The illegality of an undeclared war in Pakistan is perhaps is the most serious potential ramification of President Obama's speech. There was no mention of using force against Pakistan in the 2001 authorization provided by a then-Republican-controlled Congress. The presently-Democratic-controlled Congress needs to debate whether to stop this mission creep into Pakistan before it happens. Already Obama is potentially guilty of war crimes, for sending unmanned aircraft into Pakistan to launch missiles inside the Pakistan border, without any declaration of war against that country by the U.S. Congress. Democrats, wake up! You elected a majority of Congressional representatives to bring an end to the endless war-making by the U.S. executive. Call your Congressman and ask to block any further funding and any further authorization for war-making. Ask for the peace dividend that would come due, with the draw down of U.S. forces and eventual de-mobilization of the war-footing this country has been placed on for eight long years.
Is it really worth it to spend $100 billion a year to have 100,000 troops chasing after 100 terrorists (or maybe only 10) in the most remote mountains of our planet?

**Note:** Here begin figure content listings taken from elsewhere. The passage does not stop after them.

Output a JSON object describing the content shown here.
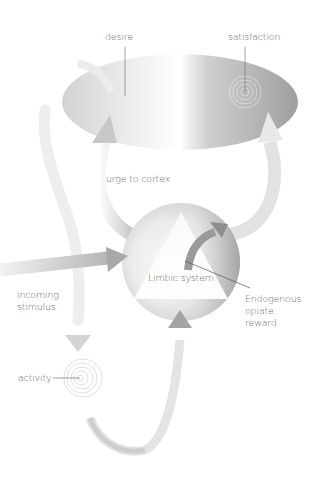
{
  "diagram": {
    "labels": {
      "desire": "desire",
      "satisfaction": "satisfaction",
      "urge": "urge to cortex",
      "limbic": "Limbic system",
      "incoming_line1": "incoming",
      "incoming_line2": "stimulus",
      "opiate_line1": "Endogenous",
      "opiate_line2": "opiate",
      "opiate_line3": "reward",
      "activity": "activity"
    },
    "nodes": [
      {
        "id": "cortex",
        "shape": "ellipse"
      },
      {
        "id": "limbic-system",
        "shape": "circle-with-triangle"
      },
      {
        "id": "activity",
        "shape": "spiral"
      }
    ],
    "edges": [
      {
        "from": "incoming-stimulus",
        "to": "limbic-system"
      },
      {
        "from": "limbic-system",
        "to": "cortex",
        "label": "urge to cortex"
      },
      {
        "from": "limbic-system",
        "to": "satisfaction"
      },
      {
        "from": "desire",
        "to": "activity"
      },
      {
        "from": "activity",
        "to": "limbic-system"
      },
      {
        "from": "limbic-system",
        "to": "opiate-reward"
      }
    ],
    "colors": {
      "arrow_light": "#e6e6e6",
      "arrow_dark": "#9a9a9a",
      "text": "#6a6a6a"
    }
  }
}
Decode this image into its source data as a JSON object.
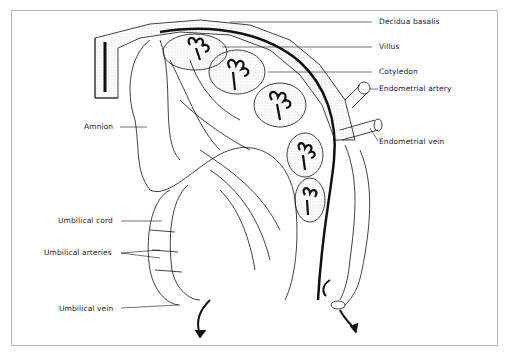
{
  "diagram": {
    "labels": {
      "decidua_basalis": "Decidua basalis",
      "villus": "Villus",
      "cotyledon": "Cotyledon",
      "endometrial_artery": "Endometrial artery",
      "endometrial_vein": "Endometrial vein",
      "amnion": "Amnion",
      "umbilical_cord": "Umbilical cord",
      "umbilical_arteries": "Umbilical arteries",
      "umbilical_vein": "Umbilical vein"
    },
    "colors": {
      "line": "#111111",
      "frame": "#b8b8b8",
      "stipple": "#c8c8c8"
    }
  }
}
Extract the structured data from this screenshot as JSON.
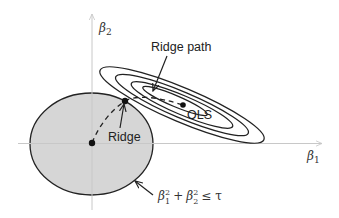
{
  "diagram": {
    "type": "ridge-regression-geometry",
    "axes": {
      "x_label": "β",
      "x_label_sub": "1",
      "y_label": "β",
      "y_label_sub": "2",
      "axis_color": "#c8c8c8"
    },
    "constraint_region": {
      "label_b1": "β",
      "label_b1_sub": "1",
      "label_b1_sup": "2",
      "label_plus": "+",
      "label_b2": "β",
      "label_b2_sub": "2",
      "label_b2_sup": "2",
      "label_rel": "≤ τ",
      "fill_color": "#d6d6d6",
      "stroke_color": "#222222"
    },
    "labels": {
      "ridge_path": "Ridge path",
      "ols": "OLS",
      "ridge": "Ridge"
    },
    "contours": {
      "count": 4,
      "stroke_color": "#222222"
    }
  }
}
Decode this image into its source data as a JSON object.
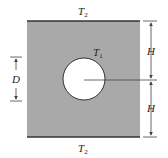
{
  "diagram": {
    "colors": {
      "plate_fill": "#a9a9a9",
      "edge": "#333333",
      "hole_fill": "#ffffff",
      "dim_line": "#444444"
    },
    "labels": {
      "top_temp": {
        "main": "T",
        "sub": "2"
      },
      "bottom_temp": {
        "main": "T",
        "sub": "2"
      },
      "hole_temp": {
        "main": "T",
        "sub": "1"
      },
      "diameter": "D",
      "upper_height": "H",
      "lower_height": "H"
    }
  }
}
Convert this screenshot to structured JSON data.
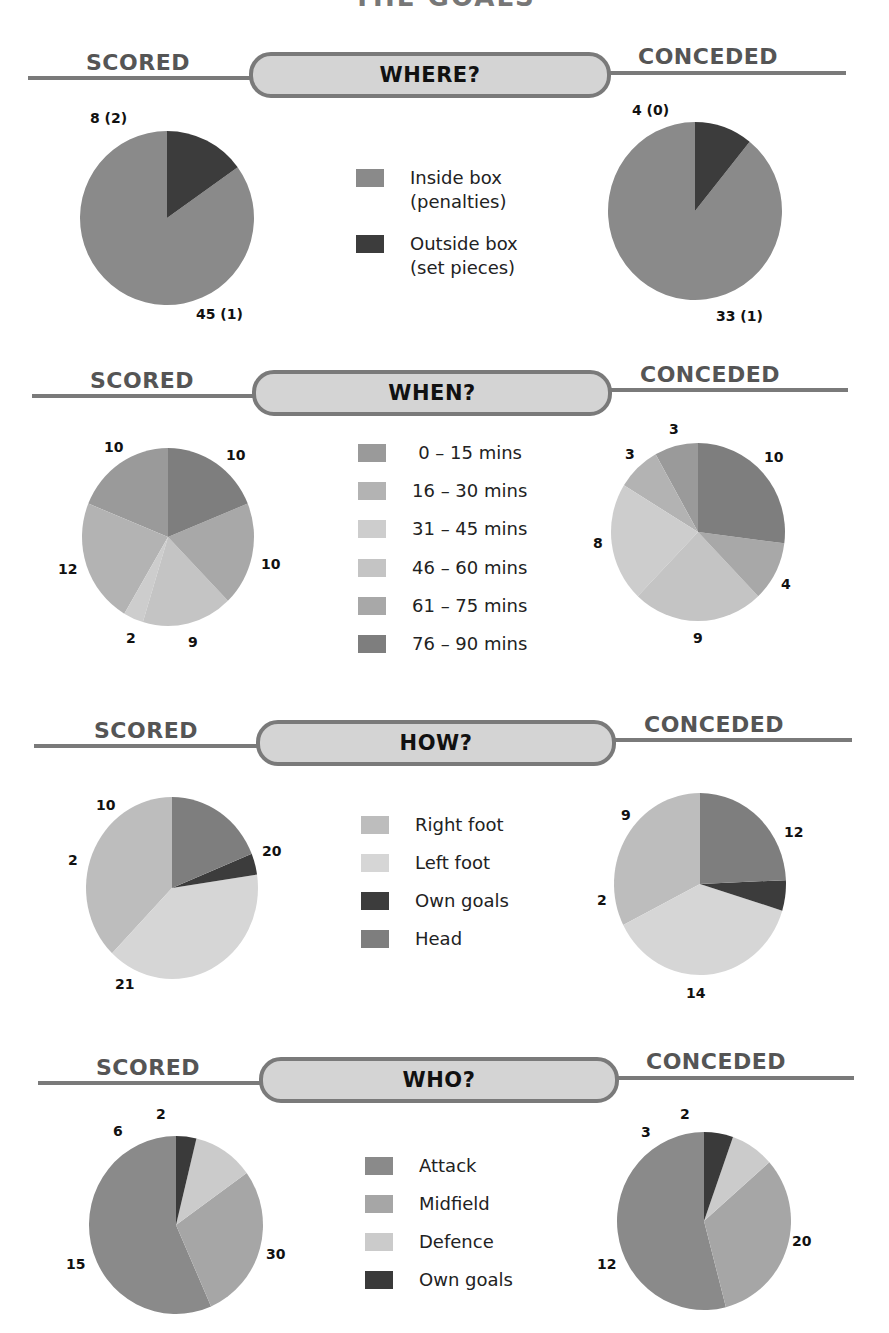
{
  "page": {
    "title_partial": "THE GOALS",
    "side_labels": {
      "left": "SCORED",
      "right": "CONCEDED"
    }
  },
  "colors": {
    "rule": "#7a7a7a",
    "pill_fill": "#d4d4d4",
    "where": {
      "inside": "#8a8a8a",
      "outside": "#3c3c3c"
    },
    "when": [
      "#9a9a9a",
      "#b3b3b3",
      "#cdcdcd",
      "#c4c4c4",
      "#a8a8a8",
      "#7e7e7e"
    ],
    "how": {
      "right_foot": "#bdbdbd",
      "left_foot": "#d6d6d6",
      "own_goals": "#3c3c3c",
      "head": "#7e7e7e"
    },
    "who": {
      "attack": "#8a8a8a",
      "midfield": "#a6a6a6",
      "defence": "#cbcbcb",
      "own_goals": "#3a3a3a"
    }
  },
  "sections": {
    "where": {
      "title": "WHERE?",
      "legend": [
        {
          "line1": "Inside box",
          "line2": "(penalties)"
        },
        {
          "line1": "Outside box",
          "line2": "(set pieces)"
        }
      ],
      "scored_labels": {
        "inside": "45 (1)",
        "outside": "8 (2)"
      },
      "conceded_labels": {
        "inside": "33 (1)",
        "outside": "4 (0)"
      }
    },
    "when": {
      "title": "WHEN?",
      "legend": [
        "0 – 15 mins",
        "16 – 30 mins",
        "31 – 45 mins",
        "46 – 60 mins",
        "61 – 75 mins",
        "76 – 90 mins"
      ],
      "scored_labels": [
        "10",
        "12",
        "2",
        "9",
        "10",
        "10"
      ],
      "conceded_labels": [
        "3",
        "3",
        "8",
        "9",
        "4",
        "10"
      ]
    },
    "how": {
      "title": "HOW?",
      "legend": [
        "Right foot",
        "Left foot",
        "Own goals",
        "Head"
      ],
      "scored_labels": [
        "20",
        "21",
        "2",
        "10"
      ],
      "conceded_labels": [
        "12",
        "14",
        "2",
        "9"
      ]
    },
    "who": {
      "title": "WHO?",
      "legend": [
        "Attack",
        "Midfield",
        "Defence",
        "Own goals"
      ],
      "scored_labels": [
        "30",
        "15",
        "6",
        "2"
      ],
      "conceded_labels": [
        "20",
        "12",
        "3",
        "2"
      ]
    }
  },
  "chart_data": [
    {
      "type": "pie",
      "title": "WHERE? – Scored",
      "categories": [
        "Inside box (penalties)",
        "Outside box (set pieces)"
      ],
      "values": [
        45,
        8
      ],
      "annotations": {
        "penalties_inside": 1,
        "set_pieces_outside": 2
      },
      "labels": [
        "45 (1)",
        "8 (2)"
      ]
    },
    {
      "type": "pie",
      "title": "WHERE? – Conceded",
      "categories": [
        "Inside box (penalties)",
        "Outside box (set pieces)"
      ],
      "values": [
        33,
        4
      ],
      "annotations": {
        "penalties_inside": 1,
        "set_pieces_outside": 0
      },
      "labels": [
        "33 (1)",
        "4 (0)"
      ]
    },
    {
      "type": "pie",
      "title": "WHEN? – Scored",
      "categories": [
        "0 – 15 mins",
        "16 – 30 mins",
        "31 – 45 mins",
        "46 – 60 mins",
        "61 – 75 mins",
        "76 – 90 mins"
      ],
      "values": [
        10,
        12,
        2,
        9,
        10,
        10
      ]
    },
    {
      "type": "pie",
      "title": "WHEN? – Conceded",
      "categories": [
        "0 – 15 mins",
        "16 – 30 mins",
        "31 – 45 mins",
        "46 – 60 mins",
        "61 – 75 mins",
        "76 – 90 mins"
      ],
      "values": [
        3,
        3,
        8,
        9,
        4,
        10
      ]
    },
    {
      "type": "pie",
      "title": "HOW? – Scored",
      "categories": [
        "Right foot",
        "Left foot",
        "Own goals",
        "Head"
      ],
      "values": [
        20,
        21,
        2,
        10
      ]
    },
    {
      "type": "pie",
      "title": "HOW? – Conceded",
      "categories": [
        "Right foot",
        "Left foot",
        "Own goals",
        "Head"
      ],
      "values": [
        12,
        14,
        2,
        9
      ]
    },
    {
      "type": "pie",
      "title": "WHO? – Scored",
      "categories": [
        "Attack",
        "Midfield",
        "Defence",
        "Own goals"
      ],
      "values": [
        30,
        15,
        6,
        2
      ]
    },
    {
      "type": "pie",
      "title": "WHO? – Conceded",
      "categories": [
        "Attack",
        "Midfield",
        "Defence",
        "Own goals"
      ],
      "values": [
        20,
        12,
        3,
        2
      ]
    }
  ]
}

Failing an outright rebellion against the President's proposed escalation, I hope that the Democratically-controlled Congress will at least provide explicit authorization, with a declaration of war as required by the U.S. Constitution, before sending any further troops into Afghanistan. Such an authorization should also limit the ambitions of the Pentagon. If Congress is unable to see the sense behind the Pentagon's desired extension of the occupation, or if it deems the justifications provided by the President for the use of force in either Afghanistan or Pakistan as unconscionably weak, then Congress should not even ask those U.S. troops who are already stationed there to remain in Afghanistan and thereby risk life and limb. Given the dubious legal grounds for their presence in Afghanistan, more than 8 years since the original authorization was first granted, Congress needs to exercise its constitutional powers to provide oversight of this next foreign adventure. When does the carte blanche given to the Executive expire?